Moving to escape taxes? Make it a clean break

Breaking up can be hard to do if the other party doesn’t want to let you go. People who move out of high-tax states may learn this the hard way — through a residency audit.

States such as New York, California and Illinois use the audits to claim that your recent interstate move was just a tax dodge and that you still owe their state income taxes. Proving you’ve actually moved and plan to make the new place your permanent home — yes, the burden of proof is on you in a residency audit — often requires far more than flashing your new driver’s license.

Who is most at risk

Technically, anyone who moves out of a high-tax state could face scrutiny, but tax experts say the residency audit risk increases if:

• You moved to a state with a much lower tax burden.

• You still have a home or business ties in the old state.

• You moved just before selling a business, a bunch of stock or some other valuable asset.

• You’re in a high tax bracket.

Wealthy people who move away from high-tax states are virtually certain to face a residency audit, says tax attorney Mark Klein, a partner at Hodgson Russ in New York. The stakes can be substantial: New York collected about $1 billion from residency audits from 2013 to 2017, according to Monaeo, a company that sells a location-tracking app for proving tax residency. More than half of the 3,000 or so people audited each year lose their cases, and the average amount collected per audit was $144,270, Monaeo calculated.Advertisement

Residency audits

Many people mistakenly believe they need only spend 183 days of each year outside their former state to win a residency audit, Klein says. But if you spend more days in the high-tax state than you do elsewhere, you could still be considered a resident. That can be a particular problem for the “migratory rich” who own homes in multiple states, or even for more ordinary people who travel a lot.

Klein advises his clients to spend at least twice as much time in their new home state as in their old

one.

Auditors look at a wide range of factors for evidence of where your true home lies. Are you still seeing doctors and dentists in your old location? Does your family celebrate holidays there? Where do you keep your most treasured items — your photo albums, family heirlooms, pets?

Create a paper trail

Creating a substantial paper trail can be key to winning your case. Register to vote and get a driver’s license in your new state, but don’t stop there. You also should change vehicle registrations, update the address where you receive bank statements, bills and other mail and revise your estate-planning documents to reflect the laws of your new state.

People under residency audits typically need to prove where they were each day of the year in question, Klein says. Cellphone records — which can show where you were with each text or call — can be used by taxpayers to prove their case but also can be subpoenaed by the tax agency. Other potentially rich (and subpoenable) data sources include travel records, credit card receipts and toll collection devices, such as E-Z Pass.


» **EXERCISE AIM**
In the answer, each entry below appears exactly as given, and no picture appears at all.

:: MATERIAL PROVIDED

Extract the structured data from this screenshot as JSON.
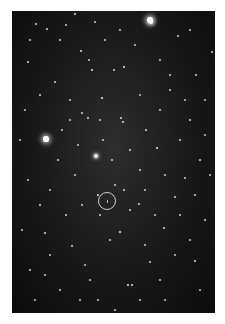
{
  "image": {
    "subject": "star field",
    "background_color": "#141414",
    "marker": {
      "shape": "circle",
      "center_x": 107,
      "center_y": 201,
      "radius": 9,
      "color": "#cfcfcf"
    }
  },
  "stars": [
    [
      150,
      20,
      3.4
    ],
    [
      151,
      22,
      2.6
    ],
    [
      46,
      139,
      3.2
    ],
    [
      96,
      156,
      2.2
    ],
    [
      102,
      98,
      1.8
    ],
    [
      92,
      70,
      1.8
    ],
    [
      81,
      51,
      1.6
    ],
    [
      75,
      14,
      1.5
    ],
    [
      36,
      24,
      1.3
    ],
    [
      47,
      29,
      1.4
    ],
    [
      124,
      67,
      1.6
    ],
    [
      114,
      70,
      1.3
    ],
    [
      89,
      60,
      1.2
    ],
    [
      121,
      118,
      1.5
    ],
    [
      157,
      148,
      1.8
    ],
    [
      123,
      122,
      1.4
    ],
    [
      120,
      232,
      1.8
    ],
    [
      128,
      285,
      1.6
    ],
    [
      132,
      285,
      1.6
    ],
    [
      195,
      261,
      1.6
    ],
    [
      45,
      233,
      1.5
    ],
    [
      164,
      228,
      1.4
    ],
    [
      139,
      204,
      1.5
    ],
    [
      130,
      210,
      1.3
    ],
    [
      175,
      197,
      1.3
    ],
    [
      212,
      52,
      1.3
    ],
    [
      178,
      36,
      1.2
    ],
    [
      60,
      40,
      1.2
    ],
    [
      28,
      62,
      1.1
    ],
    [
      55,
      82,
      1.1
    ],
    [
      70,
      100,
      1.0
    ],
    [
      82,
      113,
      1.2
    ],
    [
      88,
      118,
      1.1
    ],
    [
      103,
      140,
      1.2
    ],
    [
      146,
      130,
      1.1
    ],
    [
      170,
      90,
      1.0
    ],
    [
      190,
      120,
      1.0
    ],
    [
      196,
      75,
      1.0
    ],
    [
      200,
      160,
      1.1
    ],
    [
      185,
      178,
      1.0
    ],
    [
      28,
      180,
      1.0
    ],
    [
      40,
      205,
      1.0
    ],
    [
      66,
      215,
      1.0
    ],
    [
      72,
      246,
      1.0
    ],
    [
      85,
      265,
      1.0
    ],
    [
      98,
      300,
      1.0
    ],
    [
      150,
      262,
      1.0
    ],
    [
      165,
      300,
      1.0
    ],
    [
      205,
      220,
      1.1
    ],
    [
      60,
      290,
      1.0
    ],
    [
      30,
      270,
      1.0
    ],
    [
      110,
      240,
      1.0
    ],
    [
      140,
      170,
      1.0
    ],
    [
      75,
      175,
      1.0
    ],
    [
      58,
      160,
      1.0
    ],
    [
      160,
      110,
      1.0
    ],
    [
      180,
      140,
      0.9
    ],
    [
      25,
      110,
      0.9
    ],
    [
      40,
      95,
      0.9
    ],
    [
      105,
      40,
      0.9
    ],
    [
      135,
      45,
      0.9
    ],
    [
      160,
      60,
      0.9
    ],
    [
      190,
      30,
      0.9
    ],
    [
      205,
      100,
      0.9
    ],
    [
      115,
      185,
      0.9
    ],
    [
      98,
      195,
      1.1
    ],
    [
      124,
      190,
      1.0
    ],
    [
      100,
      215,
      1.0
    ],
    [
      145,
      245,
      0.9
    ],
    [
      175,
      255,
      0.9
    ],
    [
      200,
      290,
      0.9
    ],
    [
      35,
      300,
      0.9
    ],
    [
      50,
      255,
      0.9
    ],
    [
      90,
      280,
      0.9
    ],
    [
      115,
      310,
      0.8
    ],
    [
      20,
      140,
      0.9
    ],
    [
      180,
      215,
      0.9
    ],
    [
      145,
      190,
      0.9
    ],
    [
      62,
      130,
      0.9
    ],
    [
      78,
      145,
      0.8
    ],
    [
      130,
      150,
      0.9
    ],
    [
      112,
      160,
      0.8
    ],
    [
      165,
      175,
      0.8
    ],
    [
      195,
      195,
      0.8
    ],
    [
      30,
      40,
      0.8
    ],
    [
      66,
      25,
      0.8
    ],
    [
      120,
      30,
      0.8
    ],
    [
      95,
      22,
      0.8
    ],
    [
      170,
      75,
      0.8
    ],
    [
      185,
      100,
      0.8
    ],
    [
      140,
      95,
      0.8
    ],
    [
      70,
      120,
      0.8
    ],
    [
      50,
      190,
      0.8
    ],
    [
      82,
      205,
      0.8
    ],
    [
      155,
      215,
      0.8
    ],
    [
      190,
      240,
      0.8
    ],
    [
      160,
      280,
      0.8
    ],
    [
      140,
      300,
      0.8
    ],
    [
      80,
      300,
      0.8
    ],
    [
      45,
      275,
      0.8
    ],
    [
      22,
      230,
      0.8
    ],
    [
      205,
      135,
      0.8
    ],
    [
      210,
      175,
      0.8
    ],
    [
      100,
      120,
      0.8
    ]
  ]
}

::::

» **REPLY TO THE TASK**
Extract the structured data from this screenshot as JSON.
{
  "image": {
    "subject": "star field",
    "background_color": "#141414",
    "marker": {
      "shape": "circle",
      "center_x": 107,
      "center_y": 201,
      "radius": 9,
      "color": "#cfcfcf"
    }
  },
  "stars": [
    [
      150,
      20,
      3.4
    ],
    [
      151,
      22,
      2.6
    ],
    [
      46,
      139,
      3.2
    ],
    [
      96,
      156,
      2.2
    ],
    [
      102,
      98,
      1.8
    ],
    [
      92,
      70,
      1.8
    ],
    [
      81,
      51,
      1.6
    ],
    [
      75,
      14,
      1.5
    ],
    [
      36,
      24,
      1.3
    ],
    [
      47,
      29,
      1.4
    ],
    [
      124,
      67,
      1.6
    ],
    [
      114,
      70,
      1.3
    ],
    [
      89,
      60,
      1.2
    ],
    [
      121,
      118,
      1.5
    ],
    [
      157,
      148,
      1.8
    ],
    [
      123,
      122,
      1.4
    ],
    [
      120,
      232,
      1.8
    ],
    [
      128,
      285,
      1.6
    ],
    [
      132,
      285,
      1.6
    ],
    [
      195,
      261,
      1.6
    ],
    [
      45,
      233,
      1.5
    ],
    [
      164,
      228,
      1.4
    ],
    [
      139,
      204,
      1.5
    ],
    [
      130,
      210,
      1.3
    ],
    [
      175,
      197,
      1.3
    ],
    [
      212,
      52,
      1.3
    ],
    [
      178,
      36,
      1.2
    ],
    [
      60,
      40,
      1.2
    ],
    [
      28,
      62,
      1.1
    ],
    [
      55,
      82,
      1.1
    ],
    [
      70,
      100,
      1.0
    ],
    [
      82,
      113,
      1.2
    ],
    [
      88,
      118,
      1.1
    ],
    [
      103,
      140,
      1.2
    ],
    [
      146,
      130,
      1.1
    ],
    [
      170,
      90,
      1.0
    ],
    [
      190,
      120,
      1.0
    ],
    [
      196,
      75,
      1.0
    ],
    [
      200,
      160,
      1.1
    ],
    [
      185,
      178,
      1.0
    ],
    [
      28,
      180,
      1.0
    ],
    [
      40,
      205,
      1.0
    ],
    [
      66,
      215,
      1.0
    ],
    [
      72,
      246,
      1.0
    ],
    [
      85,
      265,
      1.0
    ],
    [
      98,
      300,
      1.0
    ],
    [
      150,
      262,
      1.0
    ],
    [
      165,
      300,
      1.0
    ],
    [
      205,
      220,
      1.1
    ],
    [
      60,
      290,
      1.0
    ],
    [
      30,
      270,
      1.0
    ],
    [
      110,
      240,
      1.0
    ],
    [
      140,
      170,
      1.0
    ],
    [
      75,
      175,
      1.0
    ],
    [
      58,
      160,
      1.0
    ],
    [
      160,
      110,
      1.0
    ],
    [
      180,
      140,
      0.9
    ],
    [
      25,
      110,
      0.9
    ],
    [
      40,
      95,
      0.9
    ],
    [
      105,
      40,
      0.9
    ],
    [
      135,
      45,
      0.9
    ],
    [
      160,
      60,
      0.9
    ],
    [
      190,
      30,
      0.9
    ],
    [
      205,
      100,
      0.9
    ],
    [
      115,
      185,
      0.9
    ],
    [
      98,
      195,
      1.1
    ],
    [
      124,
      190,
      1.0
    ],
    [
      100,
      215,
      1.0
    ],
    [
      145,
      245,
      0.9
    ],
    [
      175,
      255,
      0.9
    ],
    [
      200,
      290,
      0.9
    ],
    [
      35,
      300,
      0.9
    ],
    [
      50,
      255,
      0.9
    ],
    [
      90,
      280,
      0.9
    ],
    [
      115,
      310,
      0.8
    ],
    [
      20,
      140,
      0.9
    ],
    [
      180,
      215,
      0.9
    ],
    [
      145,
      190,
      0.9
    ],
    [
      62,
      130,
      0.9
    ],
    [
      78,
      145,
      0.8
    ],
    [
      130,
      150,
      0.9
    ],
    [
      112,
      160,
      0.8
    ],
    [
      165,
      175,
      0.8
    ],
    [
      195,
      195,
      0.8
    ],
    [
      30,
      40,
      0.8
    ],
    [
      66,
      25,
      0.8
    ],
    [
      120,
      30,
      0.8
    ],
    [
      95,
      22,
      0.8
    ],
    [
      170,
      75,
      0.8
    ],
    [
      185,
      100,
      0.8
    ],
    [
      140,
      95,
      0.8
    ],
    [
      70,
      120,
      0.8
    ],
    [
      50,
      190,
      0.8
    ],
    [
      82,
      205,
      0.8
    ],
    [
      155,
      215,
      0.8
    ],
    [
      190,
      240,
      0.8
    ],
    [
      160,
      280,
      0.8
    ],
    [
      140,
      300,
      0.8
    ],
    [
      80,
      300,
      0.8
    ],
    [
      45,
      275,
      0.8
    ],
    [
      22,
      230,
      0.8
    ],
    [
      205,
      135,
      0.8
    ],
    [
      210,
      175,
      0.8
    ],
    [
      100,
      120,
      0.8
    ]
  ]
}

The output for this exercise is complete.